Into the Breach focuses on the New Madrid Floodway in southeastern Missouri, last activated in 2011 when the US Army Corps of Engineers blew up a so-called “fuseplug” section of the frontline levee in order to lower the river-gauge levels and save the city of Cairo. The water poured over the remains of the levee, inundating large tracts of profitable agricultural land before returning to the Mississippi through an outflow breach located near the river town of New Madrid, Missouri. The future promises ever more frequent activations of the floodway, due in particular to the growing intensity of rainfall fueled by climate change. Other factors include the increasing extent of impermeable, urbanized surfaces and the trend of flood-prone river towns to raise their own levees independently—often to heights beyond those prescribed by the Army Corps.

The wholesale channeling of the Mississippi River system represents a continental-scale version of geoengineering, infused with the persistent belief that natural forces can be thoroughly analyzed, modeled, and predicted. What is left out of the equation, however, are erratic human interventions into a fluctuating general ecology that never stabilizes but only evolves under the pressure of efforts to control it. “Into the Breach” speculates on the possibility of new forms of land stewardship that would allow the periodic return of river water to the surrounding floodplains. What intrinsic values do wetlands provide? How can the rigid barrier of the levee system be modulated to accommodate the river’s natural pulse? Could transformed agricultural practices be maintained despite periodic flooding? How can sustain a human society that can adapt to continuous changes in its environment?

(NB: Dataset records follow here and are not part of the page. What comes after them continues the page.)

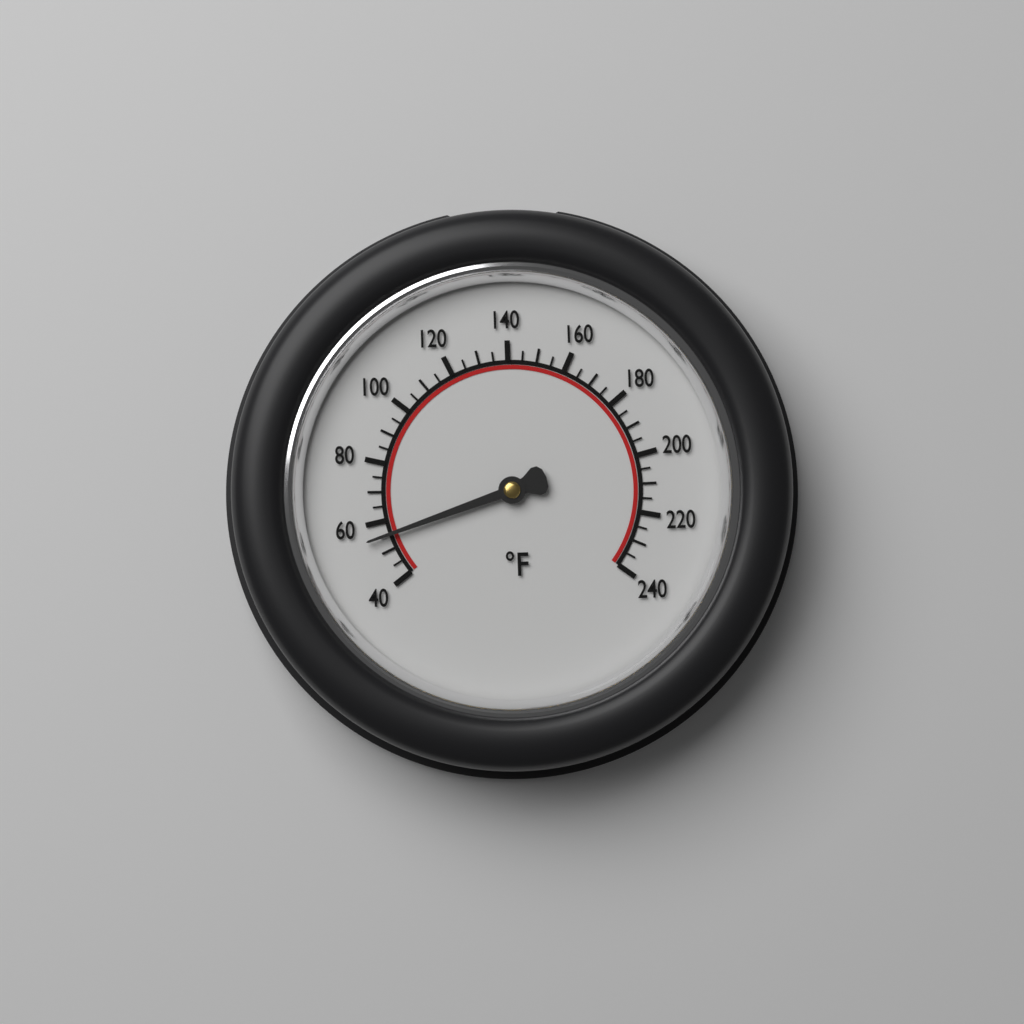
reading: 55 °F
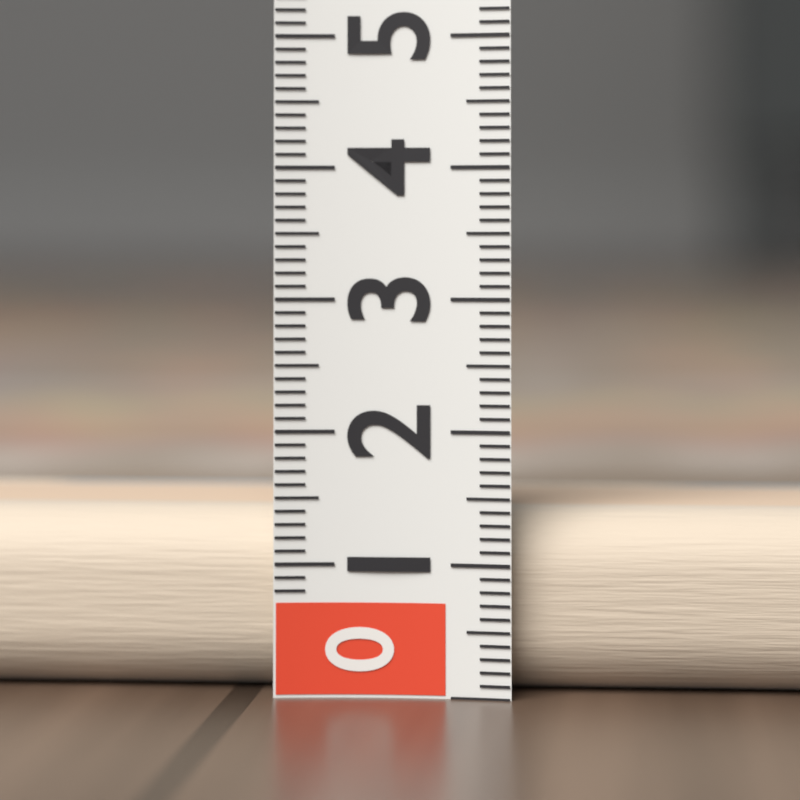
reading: 1.4 (no unit)
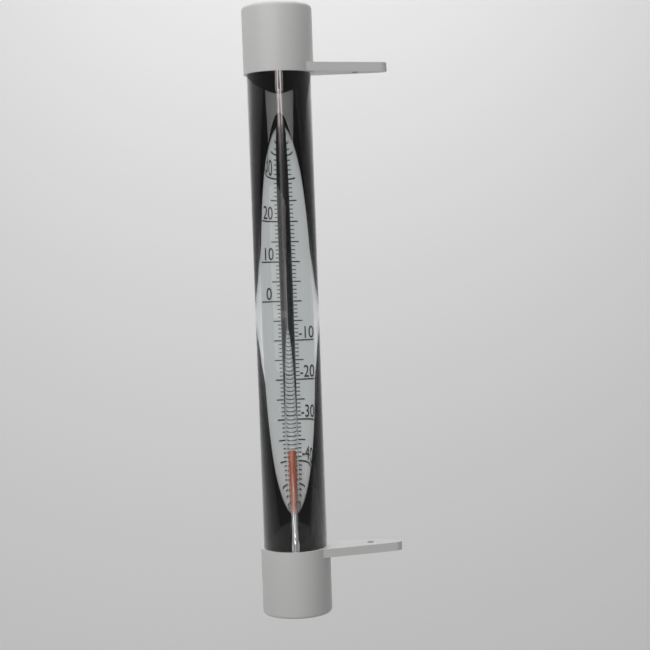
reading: -39 °C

Anthropocene conditions demand, not a hubristic “control of nature,” but instead evolving forms of ecological stewardship at scales ranging from the slowly evaporating bottomland pond to top-level continental watershed. The current Midwestern landscape took shape as a result of the political and technological changes introduced at the time of the New Deal. Today, as political energies gather for a “Green New Deal” in response to the ravages of climate change, it is high time to reimagine wetlands, not as a swamp to be drained, but as a site of dynamic coexistence between humanity and nature.

This project is conceived along four main lines of inquiry, which intersect at specific points while retaining their own intrinsic meanders. First, experience: the unstructured exploration of the physical and imaginary territory of the New Madrid Floodway. Second, registration: the construction of a map/archive which records sedimented layers of engineering and ecological knowledge provoked by the successive “great floods.” Third, vision: the videographic, painterly, and conceptual interpretation of possible futures for the Lower Mississippi. Fourth, politics: an essay/lecture which takes a stand for the transformation of the current river-control regime. Into the Breach aims figuratively and literally to overflow the bounds of the Anthropocene River.